[[ Provided entries, beginning ]]

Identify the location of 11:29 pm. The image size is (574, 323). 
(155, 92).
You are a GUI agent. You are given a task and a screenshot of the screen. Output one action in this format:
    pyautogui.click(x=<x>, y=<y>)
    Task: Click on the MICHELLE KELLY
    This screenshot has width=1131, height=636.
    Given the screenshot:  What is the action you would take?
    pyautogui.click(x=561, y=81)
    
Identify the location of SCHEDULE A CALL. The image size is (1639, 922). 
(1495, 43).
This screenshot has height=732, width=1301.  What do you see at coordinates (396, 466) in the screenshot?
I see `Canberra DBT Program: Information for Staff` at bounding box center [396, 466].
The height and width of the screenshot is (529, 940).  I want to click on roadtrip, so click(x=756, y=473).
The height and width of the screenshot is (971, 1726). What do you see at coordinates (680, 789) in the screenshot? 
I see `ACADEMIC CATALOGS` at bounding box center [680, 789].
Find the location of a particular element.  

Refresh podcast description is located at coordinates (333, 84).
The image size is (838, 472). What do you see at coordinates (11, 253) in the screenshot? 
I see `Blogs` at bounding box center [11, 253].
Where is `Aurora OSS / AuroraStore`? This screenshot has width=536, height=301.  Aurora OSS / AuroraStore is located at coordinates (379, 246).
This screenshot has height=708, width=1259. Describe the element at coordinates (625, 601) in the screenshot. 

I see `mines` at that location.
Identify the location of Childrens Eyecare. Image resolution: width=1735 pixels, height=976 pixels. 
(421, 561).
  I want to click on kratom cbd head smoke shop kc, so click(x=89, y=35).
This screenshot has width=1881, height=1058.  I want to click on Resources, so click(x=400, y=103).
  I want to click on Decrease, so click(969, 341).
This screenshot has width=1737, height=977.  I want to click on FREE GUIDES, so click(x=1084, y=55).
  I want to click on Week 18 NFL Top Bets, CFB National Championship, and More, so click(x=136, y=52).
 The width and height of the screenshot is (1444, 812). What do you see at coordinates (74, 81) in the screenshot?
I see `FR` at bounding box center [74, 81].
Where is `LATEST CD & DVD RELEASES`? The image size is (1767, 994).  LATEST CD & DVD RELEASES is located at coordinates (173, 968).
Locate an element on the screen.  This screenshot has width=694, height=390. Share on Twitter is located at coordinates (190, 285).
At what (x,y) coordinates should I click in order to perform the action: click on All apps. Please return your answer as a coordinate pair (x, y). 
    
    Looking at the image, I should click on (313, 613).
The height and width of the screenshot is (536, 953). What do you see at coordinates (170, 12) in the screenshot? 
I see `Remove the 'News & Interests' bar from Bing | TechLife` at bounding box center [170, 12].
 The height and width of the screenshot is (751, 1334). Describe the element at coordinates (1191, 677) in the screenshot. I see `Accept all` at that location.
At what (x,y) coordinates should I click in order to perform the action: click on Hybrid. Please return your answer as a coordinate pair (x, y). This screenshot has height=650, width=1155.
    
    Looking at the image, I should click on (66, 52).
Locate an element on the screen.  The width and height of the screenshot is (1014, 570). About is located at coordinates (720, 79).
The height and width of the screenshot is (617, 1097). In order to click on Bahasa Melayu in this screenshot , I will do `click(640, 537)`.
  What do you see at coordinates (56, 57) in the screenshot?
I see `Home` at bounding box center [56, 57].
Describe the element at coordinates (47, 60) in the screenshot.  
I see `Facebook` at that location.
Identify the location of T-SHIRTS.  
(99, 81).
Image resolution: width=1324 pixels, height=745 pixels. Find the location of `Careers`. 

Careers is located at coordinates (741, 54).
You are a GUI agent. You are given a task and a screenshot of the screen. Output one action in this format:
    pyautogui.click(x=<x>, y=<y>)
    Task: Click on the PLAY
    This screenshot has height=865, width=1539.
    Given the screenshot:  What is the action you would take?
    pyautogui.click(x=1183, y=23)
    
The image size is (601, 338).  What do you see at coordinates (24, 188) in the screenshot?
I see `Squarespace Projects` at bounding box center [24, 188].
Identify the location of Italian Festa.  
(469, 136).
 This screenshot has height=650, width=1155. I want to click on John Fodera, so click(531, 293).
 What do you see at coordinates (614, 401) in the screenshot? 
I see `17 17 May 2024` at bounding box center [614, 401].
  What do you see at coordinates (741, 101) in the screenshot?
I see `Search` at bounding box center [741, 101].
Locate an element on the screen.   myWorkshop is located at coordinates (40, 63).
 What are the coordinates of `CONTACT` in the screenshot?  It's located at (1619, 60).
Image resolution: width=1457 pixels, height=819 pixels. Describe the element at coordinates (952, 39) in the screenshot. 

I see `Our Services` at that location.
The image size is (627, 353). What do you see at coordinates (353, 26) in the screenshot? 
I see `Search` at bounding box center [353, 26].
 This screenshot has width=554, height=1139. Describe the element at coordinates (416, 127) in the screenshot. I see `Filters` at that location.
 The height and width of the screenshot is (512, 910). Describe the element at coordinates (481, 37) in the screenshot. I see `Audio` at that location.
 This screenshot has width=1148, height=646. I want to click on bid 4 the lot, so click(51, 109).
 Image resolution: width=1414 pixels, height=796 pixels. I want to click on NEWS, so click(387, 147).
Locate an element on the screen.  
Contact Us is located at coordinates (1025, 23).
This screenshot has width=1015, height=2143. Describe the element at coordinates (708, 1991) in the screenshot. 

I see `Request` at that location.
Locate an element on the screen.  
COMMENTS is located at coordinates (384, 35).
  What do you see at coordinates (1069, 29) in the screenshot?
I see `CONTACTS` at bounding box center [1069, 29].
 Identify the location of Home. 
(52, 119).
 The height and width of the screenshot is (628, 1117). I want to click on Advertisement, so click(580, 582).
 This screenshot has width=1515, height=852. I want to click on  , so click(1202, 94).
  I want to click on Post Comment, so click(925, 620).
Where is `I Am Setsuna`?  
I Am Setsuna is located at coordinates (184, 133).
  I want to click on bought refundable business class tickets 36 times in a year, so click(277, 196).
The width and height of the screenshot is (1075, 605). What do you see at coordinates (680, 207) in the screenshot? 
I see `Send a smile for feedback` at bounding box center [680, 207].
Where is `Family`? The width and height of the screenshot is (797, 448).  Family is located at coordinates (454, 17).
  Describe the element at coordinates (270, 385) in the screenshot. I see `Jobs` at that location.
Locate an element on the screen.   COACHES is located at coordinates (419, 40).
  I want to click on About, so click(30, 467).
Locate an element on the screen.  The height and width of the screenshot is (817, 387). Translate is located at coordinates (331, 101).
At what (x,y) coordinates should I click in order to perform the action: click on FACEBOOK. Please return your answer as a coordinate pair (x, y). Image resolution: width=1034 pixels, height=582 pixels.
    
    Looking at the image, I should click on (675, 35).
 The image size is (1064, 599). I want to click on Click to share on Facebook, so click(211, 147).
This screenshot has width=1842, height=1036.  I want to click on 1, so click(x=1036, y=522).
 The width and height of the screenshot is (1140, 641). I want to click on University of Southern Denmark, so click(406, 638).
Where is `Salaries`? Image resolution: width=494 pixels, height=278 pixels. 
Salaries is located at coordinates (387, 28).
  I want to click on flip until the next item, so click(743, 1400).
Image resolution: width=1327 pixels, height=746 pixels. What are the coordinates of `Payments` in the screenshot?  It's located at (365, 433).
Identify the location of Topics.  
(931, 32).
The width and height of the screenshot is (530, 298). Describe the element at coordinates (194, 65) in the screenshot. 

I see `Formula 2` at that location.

[[ Provided entries, end ]]

Reproduce the material above in full, exactly.

### Task output
Identify the location of 11:29 pm. The image size is (574, 323). 
(155, 92).
You are a GUI agent. You are given a task and a screenshot of the screen. Output one action in this format:
    pyautogui.click(x=<x>, y=<y>)
    Task: Click on the MICHELLE KELLY
    This screenshot has width=1131, height=636.
    Given the screenshot:  What is the action you would take?
    pyautogui.click(x=561, y=81)
    
Identify the location of SCHEDULE A CALL. The image size is (1639, 922). 
(1495, 43).
This screenshot has height=732, width=1301.  What do you see at coordinates (396, 466) in the screenshot?
I see `Canberra DBT Program: Information for Staff` at bounding box center [396, 466].
The height and width of the screenshot is (529, 940).  I want to click on roadtrip, so click(x=756, y=473).
The height and width of the screenshot is (971, 1726). What do you see at coordinates (680, 789) in the screenshot? 
I see `ACADEMIC CATALOGS` at bounding box center [680, 789].
Find the location of a particular element.  

Refresh podcast description is located at coordinates (333, 84).
The image size is (838, 472). What do you see at coordinates (11, 253) in the screenshot? 
I see `Blogs` at bounding box center [11, 253].
Where is `Aurora OSS / AuroraStore`? This screenshot has width=536, height=301.  Aurora OSS / AuroraStore is located at coordinates (379, 246).
This screenshot has height=708, width=1259. Describe the element at coordinates (625, 601) in the screenshot. 

I see `mines` at that location.
Identify the location of Childrens Eyecare. Image resolution: width=1735 pixels, height=976 pixels. 
(421, 561).
  I want to click on kratom cbd head smoke shop kc, so click(x=89, y=35).
This screenshot has width=1881, height=1058.  I want to click on Resources, so click(x=400, y=103).
  I want to click on Decrease, so click(969, 341).
This screenshot has width=1737, height=977.  I want to click on FREE GUIDES, so click(x=1084, y=55).
  I want to click on Week 18 NFL Top Bets, CFB National Championship, and More, so click(x=136, y=52).
 The width and height of the screenshot is (1444, 812). What do you see at coordinates (74, 81) in the screenshot?
I see `FR` at bounding box center [74, 81].
Where is `LATEST CD & DVD RELEASES`? The image size is (1767, 994).  LATEST CD & DVD RELEASES is located at coordinates (173, 968).
Locate an element on the screen.  This screenshot has width=694, height=390. Share on Twitter is located at coordinates (190, 285).
At what (x,y) coordinates should I click in order to perform the action: click on All apps. Please return your answer as a coordinate pair (x, y). 
    
    Looking at the image, I should click on (313, 613).
The height and width of the screenshot is (536, 953). What do you see at coordinates (170, 12) in the screenshot? 
I see `Remove the 'News & Interests' bar from Bing | TechLife` at bounding box center [170, 12].
 The height and width of the screenshot is (751, 1334). Describe the element at coordinates (1191, 677) in the screenshot. I see `Accept all` at that location.
At what (x,y) coordinates should I click in order to perform the action: click on Hybrid. Please return your answer as a coordinate pair (x, y). This screenshot has height=650, width=1155.
    
    Looking at the image, I should click on (66, 52).
Locate an element on the screen.  The width and height of the screenshot is (1014, 570). About is located at coordinates (720, 79).
The height and width of the screenshot is (617, 1097). In order to click on Bahasa Melayu in this screenshot , I will do `click(640, 537)`.
  What do you see at coordinates (56, 57) in the screenshot?
I see `Home` at bounding box center [56, 57].
Describe the element at coordinates (47, 60) in the screenshot.  
I see `Facebook` at that location.
Identify the location of T-SHIRTS.  
(99, 81).
Image resolution: width=1324 pixels, height=745 pixels. Find the location of `Careers`. 

Careers is located at coordinates (741, 54).
You are a GUI agent. You are given a task and a screenshot of the screen. Output one action in this format:
    pyautogui.click(x=<x>, y=<y>)
    Task: Click on the PLAY
    This screenshot has height=865, width=1539.
    Given the screenshot:  What is the action you would take?
    pyautogui.click(x=1183, y=23)
    
The image size is (601, 338).  What do you see at coordinates (24, 188) in the screenshot?
I see `Squarespace Projects` at bounding box center [24, 188].
Identify the location of Italian Festa.  
(469, 136).
 This screenshot has height=650, width=1155. I want to click on John Fodera, so click(531, 293).
 What do you see at coordinates (614, 401) in the screenshot? 
I see `17 17 May 2024` at bounding box center [614, 401].
  What do you see at coordinates (741, 101) in the screenshot?
I see `Search` at bounding box center [741, 101].
Locate an element on the screen.   myWorkshop is located at coordinates (40, 63).
 What are the coordinates of `CONTACT` in the screenshot?  It's located at (1619, 60).
Image resolution: width=1457 pixels, height=819 pixels. Describe the element at coordinates (952, 39) in the screenshot. 

I see `Our Services` at that location.
The image size is (627, 353). What do you see at coordinates (353, 26) in the screenshot? 
I see `Search` at bounding box center [353, 26].
 This screenshot has width=554, height=1139. Describe the element at coordinates (416, 127) in the screenshot. I see `Filters` at that location.
 The height and width of the screenshot is (512, 910). Describe the element at coordinates (481, 37) in the screenshot. I see `Audio` at that location.
 This screenshot has width=1148, height=646. I want to click on bid 4 the lot, so click(51, 109).
 Image resolution: width=1414 pixels, height=796 pixels. I want to click on NEWS, so click(387, 147).
Locate an element on the screen.  
Contact Us is located at coordinates (1025, 23).
This screenshot has width=1015, height=2143. Describe the element at coordinates (708, 1991) in the screenshot. 

I see `Request` at that location.
Locate an element on the screen.  
COMMENTS is located at coordinates (384, 35).
  What do you see at coordinates (1069, 29) in the screenshot?
I see `CONTACTS` at bounding box center [1069, 29].
 Identify the location of Home. 
(52, 119).
 The height and width of the screenshot is (628, 1117). I want to click on Advertisement, so click(580, 582).
 This screenshot has width=1515, height=852. I want to click on  , so click(1202, 94).
  I want to click on Post Comment, so click(925, 620).
Where is `I Am Setsuna`?  
I Am Setsuna is located at coordinates (184, 133).
  I want to click on bought refundable business class tickets 36 times in a year, so click(277, 196).
The width and height of the screenshot is (1075, 605). What do you see at coordinates (680, 207) in the screenshot? 
I see `Send a smile for feedback` at bounding box center [680, 207].
Where is `Family`? The width and height of the screenshot is (797, 448).  Family is located at coordinates (454, 17).
  Describe the element at coordinates (270, 385) in the screenshot. I see `Jobs` at that location.
Locate an element on the screen.   COACHES is located at coordinates (419, 40).
  I want to click on About, so click(30, 467).
Locate an element on the screen.  The height and width of the screenshot is (817, 387). Translate is located at coordinates (331, 101).
At what (x,y) coordinates should I click in order to perform the action: click on FACEBOOK. Please return your answer as a coordinate pair (x, y). Image resolution: width=1034 pixels, height=582 pixels.
    
    Looking at the image, I should click on (675, 35).
 The image size is (1064, 599). I want to click on Click to share on Facebook, so click(211, 147).
This screenshot has width=1842, height=1036.  I want to click on 1, so click(x=1036, y=522).
 The width and height of the screenshot is (1140, 641). I want to click on University of Southern Denmark, so click(406, 638).
Where is `Salaries`? Image resolution: width=494 pixels, height=278 pixels. 
Salaries is located at coordinates (387, 28).
  I want to click on flip until the next item, so click(743, 1400).
Image resolution: width=1327 pixels, height=746 pixels. What are the coordinates of `Payments` in the screenshot?  It's located at (365, 433).
Identify the location of Topics.  
(931, 32).
The width and height of the screenshot is (530, 298). Describe the element at coordinates (194, 65) in the screenshot. 

I see `Formula 2` at that location.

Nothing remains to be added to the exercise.